Philadelphia’s largest vaccination site will remain open through May 26, officials said Wednesday.
The Federal Emergency Management Agency-backed operation at the Pennsylvania Convention Center in Center City was due to close near the end of this month.
City leaders and elected officials had for weeks been urging the Biden administration to extend the arrangement to bolster the city’s vaccine roll-out; however, the decision was ultimately based on the move to “pause” use of the Johnson & Johnson vaccine.
Prior to the U.S. Food and Drug Administration and Centers for Disease Control and Prevention’s recommendation that providers should temporarily stop administering the J&J shot, the plan was to begin using it at the Convention Center.
In fact, after finishing a round of second doses earlier this week, officials intended to shift from Pfizer-BioNTech to J&J on Tuesday, the same day the FDA and CDC issued its guidance.
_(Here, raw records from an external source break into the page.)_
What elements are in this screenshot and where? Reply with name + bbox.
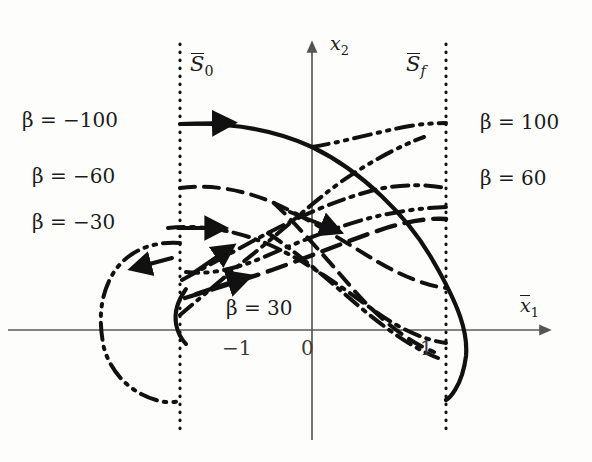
curve-beta-minus-100-arrow [142,258,172,266]
guide-label-sf-base: S [406,54,420,75]
guide-label-sf-sub: f [420,63,425,79]
x-tick-label-1: 1 [420,338,433,358]
beta-label-minus-60: β = −60 [32,166,115,186]
guide-label-sf: Sf [406,54,426,78]
guide-lines-group [180,44,446,436]
x-axis-label-sub: 1 [531,305,539,320]
beta-label-60: β = 60 [480,168,546,188]
guide-label-s0: S0 [190,54,213,78]
figure-container: x1 x2 −1 0 1 S0 Sf β = −100 β = −60 β = … [0,0,592,462]
y-axis-label-base: x [330,32,341,54]
curve-beta-minus-100-upper [186,207,446,273]
x-tick-label-minus-1: −1 [222,338,251,358]
curve-beta-100 [312,123,446,147]
beta-label-minus-100: β = −100 [22,110,118,130]
curve-beta-minus-30 [168,227,446,343]
y-axis-label-sub: 2 [341,43,349,58]
guide-label-s0-sub: 0 [204,63,213,79]
x-axis-label-base: x [520,296,531,315]
beta-label-100: β = 100 [480,112,559,132]
y-axis-label: x2 [330,34,349,58]
beta-label-minus-30: β = −30 [32,212,115,232]
trajectories-group [101,123,466,402]
x-axis-label: x1 [520,296,539,320]
x-tick-label-0: 0 [301,338,314,358]
beta-label-30: β = 30 [226,298,292,318]
curve-solid-boundary-arrow [182,123,222,124]
guide-label-s0-base: S [190,54,204,75]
The site has reverted back to Pfizer, which means people inoculated at the Convention Center have to return for a second dose three weeks later.
If FEMA can keep up the 6,000-dose a day pace, a total of 126,000 people will be able to get vaccinated by May 5, when the site will shift to second doses for three weeks.
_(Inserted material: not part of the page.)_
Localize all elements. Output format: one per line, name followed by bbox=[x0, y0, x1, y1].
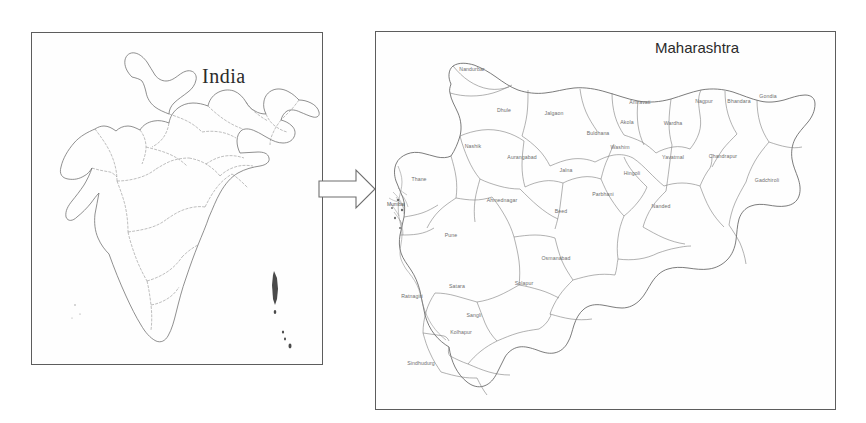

Local officials have been told that an extra 84,000 Pfizer doses will be arriving in the city Monday to supply the Convention Center. In the meantime, the site will receive doses from a Pfizer stockpile already in Philadelphia, according to the health department.
For each day the Convention Center is open, 4,000 doses will be provided by the federal government, with an additional 2,000 from the city’s allocation.
The Center City location opened in early March, and, this past weekend, a second, smaller FEMA-supported site began inoculating residents at Esperanza’s Hunting Park campus.
It had been using the J&J vaccine but transitioned to Pfizer Wednesday.